Ezra 1
Jews return home after 50 years in exile
Cyrus greenlights Jews to go to Jerusalem
1In Cyrus’ first year as king of Persia, [1] the LORD convinced him to make an announcement. Cyrus’ decree, which he put in writing, fulfilled a prediction the prophet Jeremiah made a generation earlier. [2]2“These words come directly from King Cyrus of Persia:
The LORD God of heaven put me in charge of everything here on earth. He told me to build in Jerusalem a place of worship devoted to him. That’s in the land of Judah. 3So, I’m announcing that if you are one of his people, you’re free to go to Jerusalem in Judah and rebuild the LORD’s temple. And may the God of Israel go with you to Jerusalem, where he lives.
Donations requested for trip expenses
4Jews who stay behind should donate whatever they can to help those who are leaving. Give them silver and gold for supplies and livestock to take with them. And give them generous offerings for God’s Jerusalem temple.” [3]5God gave people a desire to go. Family leaders from the tribes of Judah and Benjamin, [4] along with Levite priests and their worship associates, got ready to go and rebuild the LORD’s temple in Jerusalem. 6Their neighbors pitched in. They donated silver objects, gold, livestock, and expensive gifts. They gave it freely and generously.
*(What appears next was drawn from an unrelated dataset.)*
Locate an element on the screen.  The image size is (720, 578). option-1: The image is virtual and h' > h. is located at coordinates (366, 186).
Cyrus gives back stolen Temple objects
7King Cyrus gave the Jews back the Jerusalem temple’s sacred objects. Babylonian King Nebuchadnezzar stole them from the temple and put them in the temple of his god as trophies.8Cyrus ordered his treasurer, Mithredath, to itemize the list of temple objects. He was to give that list to Sheshbazzar of Judah, leader of the Jews headed to Jerusalem. 9Inventory of sacred objects included:
30 gold dishes
1,000 silver dishes
29 pans [5]
1030 gold bowls
410 silver bowls
1,000 other objects.
11In all, there were 5,400 gold and silver vessels from the former temple. Sheshbazzar took them all back to Jerusalem with the exiles who left the Babylonian lands behind.
Footnotes
The writer may be referring to October 539, when Cyrus first entered Babylon’s capital as conqueror of the previous world superpower, the Babylonian Empire. Or the writer may have had in mind the following year, 538 BC, when Cyrus was formally recognized as king of a Persian Empire that included the former Babylonian Empire. But by that time, Cyrus had already ruled a smaller version of Persia for a decade or more.
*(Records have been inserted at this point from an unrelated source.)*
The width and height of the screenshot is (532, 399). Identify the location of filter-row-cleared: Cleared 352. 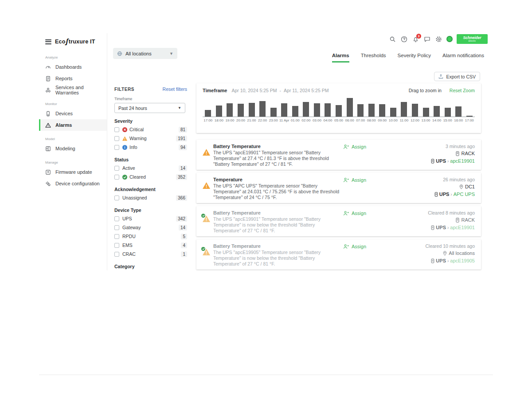
(151, 177).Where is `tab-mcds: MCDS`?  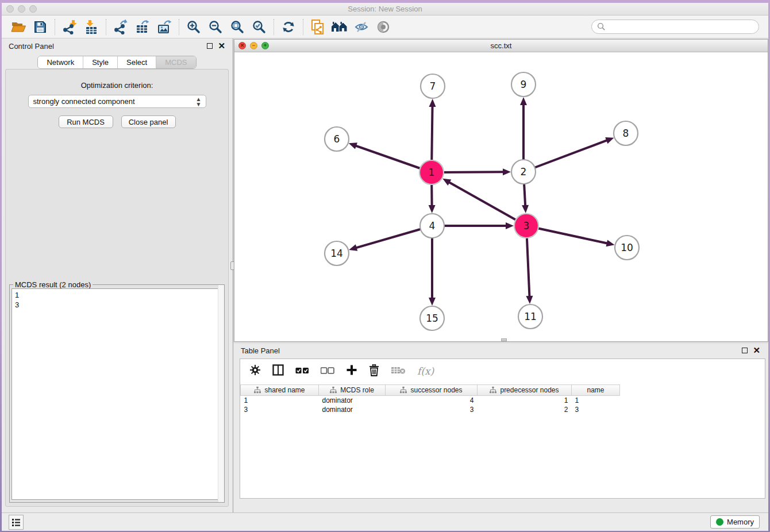
tab-mcds: MCDS is located at coordinates (176, 62).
Jeremiah was in Jerusalem when Babylonian King Nebuchadnezzar captured the city in 586 BC and leveled it along with the Jewish Temple. There doesn’t seem to be anything in the surviving prophecies of Jeremiah that predict Cyrus would free the people Babylon had held as captives. Some scholars suggest Jeremiah 25:11-12 and 29:10. But those talk about a different topic, the fall of Babylon. Isaiah, however, does have some passages that might track with what the writer is describing: Isaiah 41:2, 25, 28; 45:1, 13. Especially 45:13.
A nine-inch-long clay cylinder from Cyrus’ time, about 538 BC, confirms that he freed Babylonian captives after he took control of the former Babylonian Empire. He didn’t simply free the Jewish captives. He freed them all. The cylinder reports that he told them all to go home, rebuild their worship centers, and to say a prayer for him every day.
The tribes of Judah and Benjamin, with Levite priests and associates who operated the Jerusalem Temple, were the main Jewish groups the Babylonian invaders had exiled in 586 BC. These tribes made up the southern Jewish nation of Judah. The northern Jewish nation of Israel, with the other tribes, were exiled long before that, in 722 BC, by Assyrian invaders. They became known as the Lost Tribes of Israel. They never seemed to come back in large groups. They apparently became assimilated into other cultures. Many southern Jews, however, returned home after one generation in exile. They had still maintained a sense of distinction as God’s people, though living in shameful punishment.
“Pans” is a guess. The meaning of the Hebrew word mahlap is uncertain. That’s why Bible versions offer a variety of educated guesses.